Weapons and appearance
Neither the Praetorian Guard nor the Roman army in general had any standard uniform or statutory consistency of attire and military gear. When accompanying the emperor to war or whenever there was a threat of emergency, soldiers would wear armor. It is only possible to judge what kind of armor they wore from the images that have survived.
Monuments such as the relief from Claudius’ now-defunct triumphal arch that can be found in the Louvre or a number of images from Trajan’s Column indicate that the Praetorians wore the same armor and weapons as all other soldiers, perhaps only more luxuriously decorated. During solemn rides or sacrifices, soldiers left their armor in the camp and wore festive attire, wielding laurel branches in their hands. Describing their appearance, Herodian mentions belts with short swords decorated with gold and silver, which the Praetorians wore on their left side.
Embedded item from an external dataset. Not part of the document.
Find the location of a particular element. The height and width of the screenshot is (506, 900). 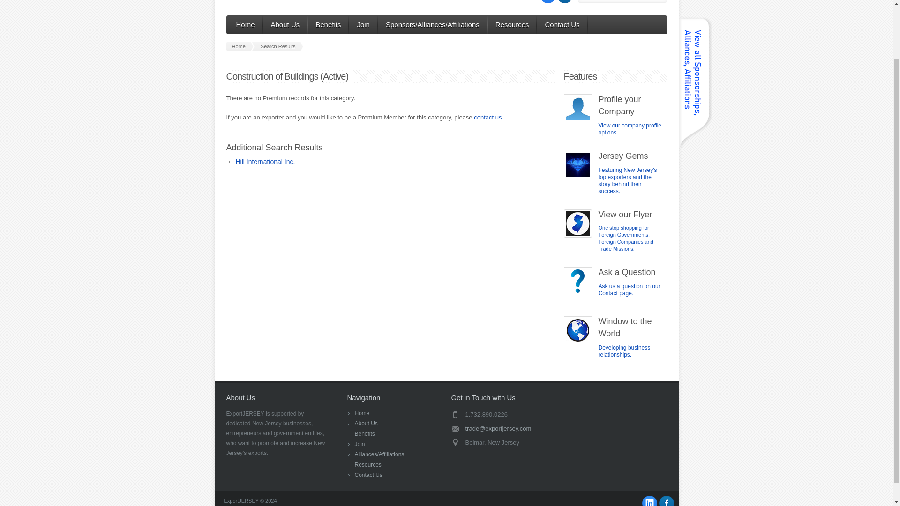

Join is located at coordinates (359, 444).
The Praetorians performed their duties as guards around the imperial palace on the Palatine, in the theater, the circus, or the Colosseum while dressed in civilian clothes, including a toga, under which they hid a sword.
Fate of the Guard
The Praetorian Guard appeared to play a crucial role in politics. The Praetorians maintained unquestioning loyalty to Augustus and Tiberius. In 41 A.D., a tribune of the Guard, Cassius Chaerea, killed insane Caligula, after which the guardsmen proclaimed Claudius as new emperor. During the crisis of 69 A.D., the Praetorians operated as an active force, first supporting Galba against Nero, then eliminating Galba and transferring the throne to Otho, and then supporting Vespasian against Vitellius.
After the assassination of Emperor Commodus in 193 A.D., the guard again intervened in politics, first supporting and then killing Pertinax. The Praetorians even had an auction in their camp, offering the throne to the highest bidder. As punishment for that shameful act, Septimius Severus disbanded the guard and replaced it with his Illyrian soldiers. The power of the Praetorians peaked during the crisis of the 3rd century A.D., when they supported emperors one day and overthrew them another day at their discretion.
The defeat of the Guard’s protégé Maxentius by Constantine at the Milvian Bridge in 312 A.D. became fatal for the Praetorians. Constantine ultimately disbanded the Praetorian cohorts, replacing them with alternative guard units.
Sources:
- Durry M. Les cohortes pretoriennes. — Paris, 1938;
- Passerini A. Le coorti pretorienni. — Roma, 1939;
- Speidel M. P. Guards of the Roman Armies. — Bonn, 1978;
- Rankov B. The Praetorian Guard. — Osprey Publishing, 1994.